===== SOURCE INFORMATION =====

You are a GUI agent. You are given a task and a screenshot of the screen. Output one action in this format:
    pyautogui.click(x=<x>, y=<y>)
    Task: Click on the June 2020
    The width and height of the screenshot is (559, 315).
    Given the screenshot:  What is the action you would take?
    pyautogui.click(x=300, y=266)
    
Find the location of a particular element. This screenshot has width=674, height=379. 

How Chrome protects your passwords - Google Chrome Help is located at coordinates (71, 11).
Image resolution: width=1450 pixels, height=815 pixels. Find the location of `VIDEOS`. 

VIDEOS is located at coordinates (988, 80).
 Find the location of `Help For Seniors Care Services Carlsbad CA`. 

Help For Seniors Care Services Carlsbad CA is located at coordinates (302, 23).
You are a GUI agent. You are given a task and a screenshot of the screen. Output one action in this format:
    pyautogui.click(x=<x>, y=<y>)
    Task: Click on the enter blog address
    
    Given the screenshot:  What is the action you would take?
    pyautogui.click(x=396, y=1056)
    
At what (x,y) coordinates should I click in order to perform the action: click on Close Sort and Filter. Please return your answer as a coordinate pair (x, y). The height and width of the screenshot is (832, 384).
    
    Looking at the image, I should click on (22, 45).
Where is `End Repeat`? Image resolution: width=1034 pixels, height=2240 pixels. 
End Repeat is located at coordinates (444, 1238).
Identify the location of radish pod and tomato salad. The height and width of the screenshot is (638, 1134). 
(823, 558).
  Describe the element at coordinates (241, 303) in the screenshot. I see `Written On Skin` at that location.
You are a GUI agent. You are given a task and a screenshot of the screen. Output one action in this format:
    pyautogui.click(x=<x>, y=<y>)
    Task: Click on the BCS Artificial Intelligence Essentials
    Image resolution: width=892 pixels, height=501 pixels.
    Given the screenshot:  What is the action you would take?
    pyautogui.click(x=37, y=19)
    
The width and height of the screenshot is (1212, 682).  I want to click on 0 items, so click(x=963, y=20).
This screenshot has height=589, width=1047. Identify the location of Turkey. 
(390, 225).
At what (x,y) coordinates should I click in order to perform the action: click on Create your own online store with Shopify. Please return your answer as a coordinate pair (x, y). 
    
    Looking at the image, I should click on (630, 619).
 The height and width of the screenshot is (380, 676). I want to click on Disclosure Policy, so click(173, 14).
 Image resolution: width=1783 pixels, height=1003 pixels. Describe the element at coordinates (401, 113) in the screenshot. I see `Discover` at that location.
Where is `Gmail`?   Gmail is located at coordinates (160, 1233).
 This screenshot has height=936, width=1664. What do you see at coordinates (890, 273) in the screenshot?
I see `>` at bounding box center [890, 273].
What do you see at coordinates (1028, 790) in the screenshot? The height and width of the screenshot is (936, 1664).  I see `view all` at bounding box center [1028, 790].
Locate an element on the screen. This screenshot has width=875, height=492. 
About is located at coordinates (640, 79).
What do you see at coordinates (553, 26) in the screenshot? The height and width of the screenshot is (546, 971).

=====

* _PROBLEM TO SOLVE_
With the first line of the records as the start and the line holding "The width and height of the screenshot is (559, 315)." as the end, please copy exactly those lines and no others.

* _ANSWER BELOW_
You are a GUI agent. You are given a task and a screenshot of the screen. Output one action in this format:
    pyautogui.click(x=<x>, y=<y>)
    Task: Click on the June 2020
    The width and height of the screenshot is (559, 315).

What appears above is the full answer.